Are we ready for modern monetary theory?

I WAS invited to speak at the 2019 PNB Corporate Summit “Can Malaysia Reboot Itself?” on Oct 30, and I shared with the esteemed audience that I was not a big fan of the modern monetary theory (MMT), in which you can borrow and spend as much as you can, monetise the debt and put it on the balance sheet.

It looks good for academic papers but devastating for the markets. If we analyse the market and what happened to the US economy in the last 15 months during Covid-19, we see:

Base line deficit before Covid: US$1 trillion

Stimulus amount in 2020: US$3 trillion (A)

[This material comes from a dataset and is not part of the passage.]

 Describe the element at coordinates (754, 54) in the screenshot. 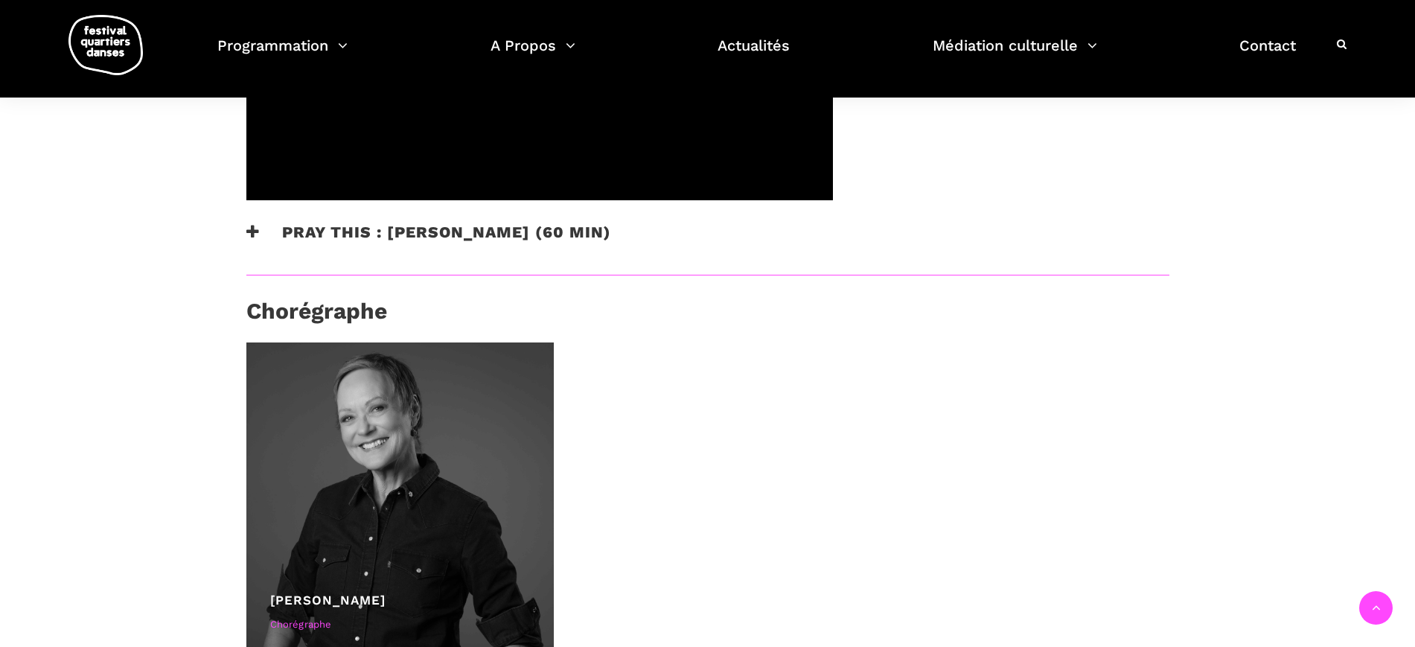

I see `a: Actualités` at that location.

Trump added before Jan 20-21: US$900 billion (B)

Biden stimulus approved: US$1.9 trillion (C)

Budget deficit roughly (A+B+C) US$ 6 trillion

New economic policy of Biden administration

US President Joe Biden’s economic policy will follow the MMT model. So, what wrong with that?

Nothing, in terms of legal or accenting boundary, but the challenge is the confidence boundary. This might hurt the dollar outlook in the long run.

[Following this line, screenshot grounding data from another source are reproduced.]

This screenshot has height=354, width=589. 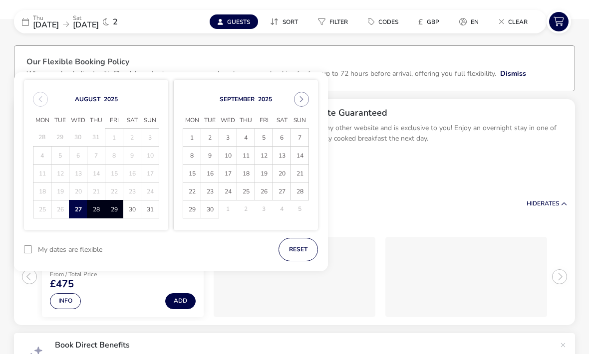 I want to click on td: 15, so click(x=114, y=174).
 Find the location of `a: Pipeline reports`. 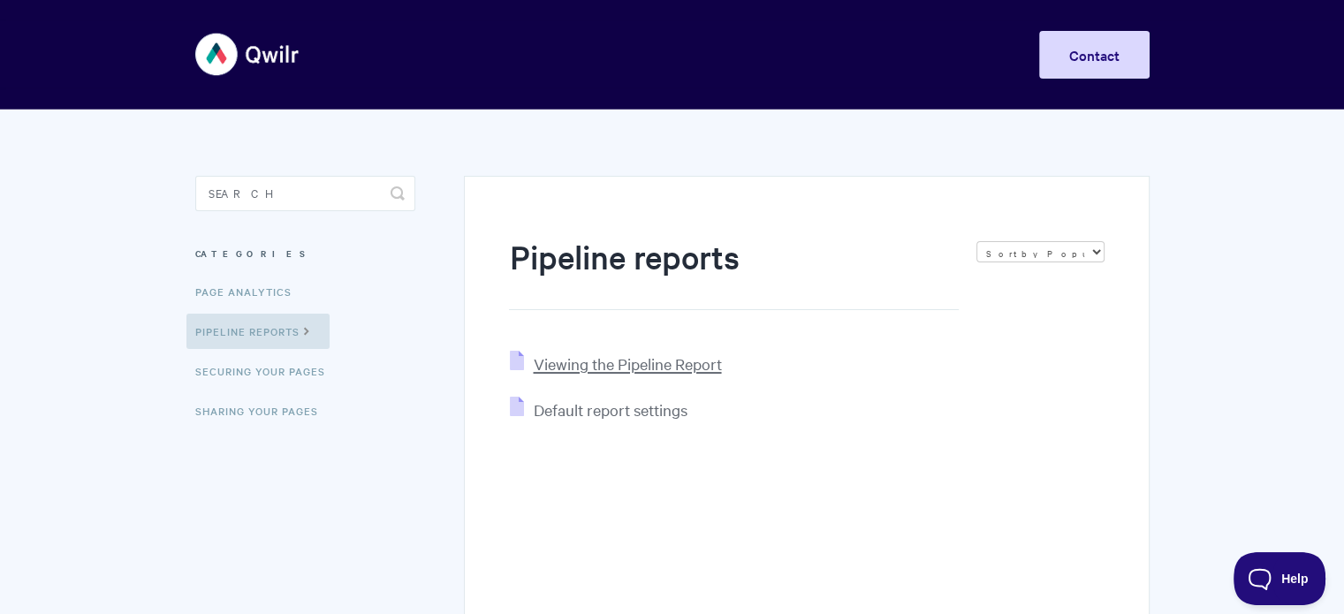

a: Pipeline reports is located at coordinates (258, 331).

With the dollar running into high velocity, changing hands fast and losing confidence, the question from the market is: Will the market witness a repeat of 1977 when the dollar was under crisis and 10-year US Treasury bills Swiss franc-denominated? It was called Carter bonds during the time, as the dollar was under fierce crisis and tangible assets like real estate and gold appreciated considerably. Gold prices went up by 300% in a span of five years.

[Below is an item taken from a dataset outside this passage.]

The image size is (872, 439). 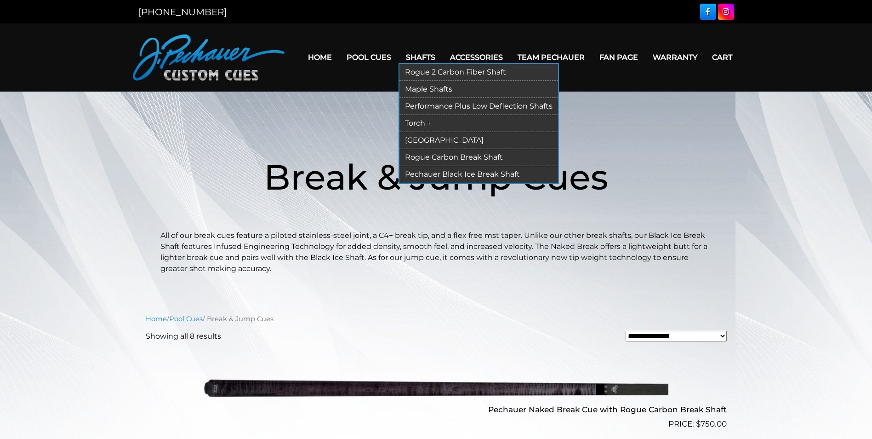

There is a benefit of reading economic history if you try to correlate things. Can history repeat itself in the modern epoch? In these tempestuous times, anything is possible since the Big Four central banks [US Fed, Bank of Japan, European Central Bank and Bank of England] have experimented with so many unorthodox policy levers in the last 13 years to bring confidence and growth back in their economies. But growth remained an economic illusion.

Economic recovery in 2021 – real or artificial?

The question is, after post Covid-19, can we maintain the economic momentum or economic recovery is taking place? I doubt so, as advanced economies are struggling due poor policy response to Covid-19 and productivity remains under lot of pressure. On the other hand, you have Asia, where growth momentum is strong due to macroeconomic stability, aggregate demand, policy manoeuvering – fiscal and monetary, rising income, and modern infrastructure.

Asia remains under the global investor’s radar due to economic growth taking place. China is taking the lead in the growth trajectory in the Asian region. In the next three to five years, China will become the largest economy of the world, leaving the US in second place. The pivot of economic growth moves to Asia.

This article was contributed by Juwai IQI global chief economist Shan Saeed (pix).